Musical hooks: Use the openings of famous compositions, such as Beethoven’s Symphony No. 5 or the overture to The Nutcracker. Discuss how these beginnings capture attention and set the tone. Prompt students to draw or write their own story beginnings inspired by these pieces.
For example, ask, “What kind of story starts with this music? Is it adventurous, mysterious, or joyful?” Then have students sketch an opening scene or write the first few sentences of a story based on their interpretation.
Tableau tales: Students can act out the structure of a story—its beginning, middle, and end—using tableau. In tableau, students create frozen, dramatic scenes with their bodies to represent key moments, focusing on posture, facial expression, and spatial arrangement to convey meaning without movement or words. Students bring a familiar tale to life while reinforcing their understanding of how narratives are structured.
Visual Art and Drama
Presenting visually compelling artwork like Hopper’s Nighthawks or Van Gogh’s Starry Night is a good way to help students build their literacy skills. Ask students to fully engage themselves by imagining stepping into the artwork. Here are more ideas:
Visual narratives: Share a sequence of illustrations from a picture book or wordless graphic novel. Ask students to come up with a story, then write or describe what they believe happens in each frame. This activity strengthens their ability to read visual cues while understanding how events unfold.
Making inferences and other skills: Inference-making and predicting are key skills for understanding stories, as they encourage students to read between the lines, consider cause and effect, and anticipate outcomes. This is a fun and engaging way to practice and deepen these skills. I love using the works of Norman Rockwell for this because they depict scenes rich with emotion, relationships, and implied stories.
Start by having students study the image carefully. Ask them to identify what they notice (expressions, gestures, objects, or settings) and use this evidence to infer the characters’ thoughts or feelings. Students can say these or write them in thought bubbles using sticky notes to place on the artwork next to one of the characters. Then, take the activity further by asking students questions such as these: What happened just before this scene? (make inferences) or What might happen next? (make predictions). Discuss these ideas as a class to highlight cause-and-effect relationships.
To expand on this activity, students can work in groups to create tableau scenes for before and after the moment depicted in the painting. Acting out these ideas adds depth to their understanding while encouraging creative interpretation (and having fun!).
Adding Sound to Stories
While telling or reading a story, it can be fun to add music or sound effects to help students hone their inferencing skills. Sound communicates mood, character, and action, and students can learn how to pick up subtle cues that mirror inferencing in text.

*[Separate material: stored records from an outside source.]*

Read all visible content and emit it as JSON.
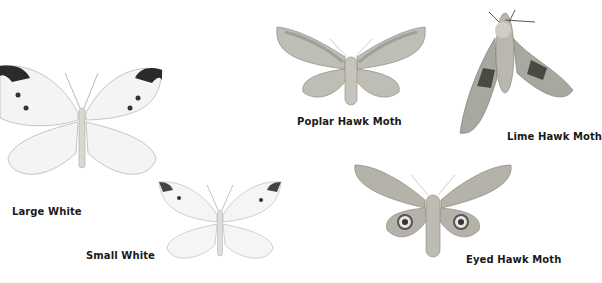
{
  "specimens": [
    {
      "id": "large-white",
      "label": "Large White"
    },
    {
      "id": "small-white",
      "label": "Small White"
    },
    {
      "id": "poplar-hawk-moth",
      "label": "Poplar Hawk Moth"
    },
    {
      "id": "lime-hawk-moth",
      "label": "Lime Hawk Moth"
    },
    {
      "id": "eyed-hawk-moth",
      "label": "Eyed Hawk Moth"
    }
  ]
}
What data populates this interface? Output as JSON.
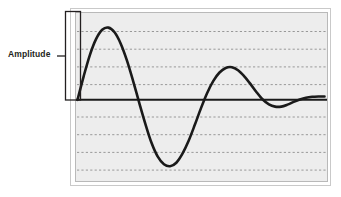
{
  "figure": {
    "title": "",
    "annotation": {
      "label": "Amplitude",
      "leader_line": true
    },
    "colors": {
      "plot_background": "#ededed",
      "plot_border_outer": "#c8c8c8",
      "plot_border_inner": "#b4b4b4",
      "gridline": "#8c8c8c",
      "axis_line": "#1a1a1a",
      "curve": "#1a1a1a",
      "bracket": "#231f20",
      "text": "#231f20",
      "page_background": "#ffffff"
    }
  },
  "chart_data": {
    "type": "line",
    "title": "",
    "subtitle": "",
    "xlabel": "",
    "ylabel": "Amplitude",
    "legend": [],
    "legend_position": "none",
    "grid": true,
    "gridlines_y": [
      -4,
      -3,
      -2,
      -1,
      1,
      2,
      3,
      4
    ],
    "axis_zero_line": 0,
    "xlim": [
      0,
      10
    ],
    "ylim": [
      -4.8,
      4.8
    ],
    "x_tick_labels": [],
    "y_tick_labels": [],
    "annotations": [
      {
        "text": "Amplitude",
        "type": "bracket",
        "spans_y": [
          0,
          4.8
        ],
        "at_x": 0.05
      }
    ],
    "series": [
      {
        "name": "damped oscillation",
        "description": "Decaying sine-like waveform: large positive peak, deeper negative trough, smaller positive peak, small negative dip, flattening toward zero",
        "x": [
          0.0,
          0.25,
          0.5,
          0.75,
          1.0,
          1.25,
          1.5,
          1.75,
          2.0,
          2.25,
          2.5,
          2.75,
          3.0,
          3.25,
          3.5,
          3.75,
          4.0,
          4.25,
          4.5,
          4.75,
          5.0,
          5.25,
          5.5,
          5.75,
          6.0,
          6.25,
          6.5,
          6.75,
          7.0,
          7.25,
          7.5,
          7.75,
          8.0,
          8.25,
          8.5,
          8.75,
          9.0,
          9.25,
          9.5,
          9.75,
          10.0
        ],
        "y": [
          0.0,
          1.55,
          2.95,
          4.0,
          4.62,
          4.76,
          4.45,
          3.7,
          2.6,
          1.25,
          -0.2,
          -1.6,
          -2.85,
          -3.75,
          -4.25,
          -4.38,
          -4.15,
          -3.55,
          -2.7,
          -1.65,
          -0.55,
          0.45,
          1.25,
          1.8,
          2.1,
          2.15,
          1.95,
          1.55,
          1.05,
          0.5,
          0.02,
          -0.3,
          -0.45,
          -0.45,
          -0.32,
          -0.14,
          0.02,
          0.14,
          0.2,
          0.22,
          0.22
        ],
        "color": "#1a1a1a",
        "linewidth": 2.6
      }
    ]
  }
}
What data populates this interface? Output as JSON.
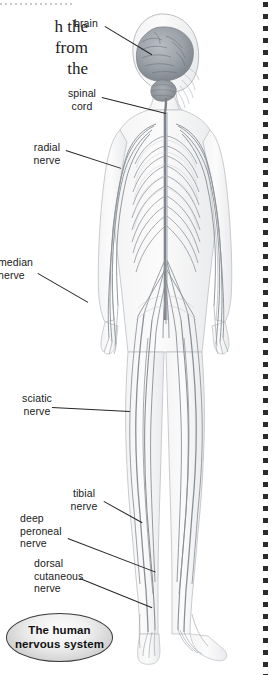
{
  "page": {
    "background_color": "#ffffff",
    "width": 273,
    "height": 675
  },
  "body_text_fragment": {
    "line1": "h the",
    "line2": "from",
    "line3": "the"
  },
  "figure": {
    "view": "posterior full-body figure with brain cutaway",
    "line_color": "#8b8f96",
    "brain_color": "#9aa0a6"
  },
  "labels": [
    {
      "id": "brain",
      "text": "brain",
      "align": "center"
    },
    {
      "id": "spinal-cord",
      "text": "spinal\ncord",
      "align": "center"
    },
    {
      "id": "radial-nerve",
      "text": "radial\nnerve",
      "align": "center"
    },
    {
      "id": "median-nerve",
      "text": "median\nnerve",
      "align": "left"
    },
    {
      "id": "sciatic-nerve",
      "text": "sciatic\nnerve",
      "align": "center"
    },
    {
      "id": "tibial-nerve",
      "text": "tibial\nnerve",
      "align": "center"
    },
    {
      "id": "deep-peroneal",
      "text": "deep\nperoneal\nnerve",
      "align": "left"
    },
    {
      "id": "dorsal-cutaneous",
      "text": "dorsal\ncutaneous\nnerve",
      "align": "left"
    }
  ],
  "caption": {
    "text": "The human\nnervous system",
    "border_color": "#3a3a3a"
  },
  "decor": {
    "top_rule": "dotted-rule",
    "right_margin": "vertical-dot-column",
    "dot_color": "#2b2b2b"
  }
}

After reading a short story or excerpt, provide students with simple objects (or find some around the room) to create sound effects that would enhance the story—for example, crinkling paper to mimic leaves or tapping pencils to imitate rain. Ask students to imagine what might be happening and what characters might be feeling, using the sound effects to enhance their storytelling.
Once you have decided on some sound effects, reread the passage and have students add their sound effects to create a wonderful, dramatic experience.
Music and the visual arts are more than just creative outlets; they are bridges to understanding, imagining, and expressing ideas. By integrating them into literacy instruction, teachers can create dynamic, multisensory learning experiences that empower students as readers, writers, creators, and thinkers to connect more deeply with literature and build their literacy skills.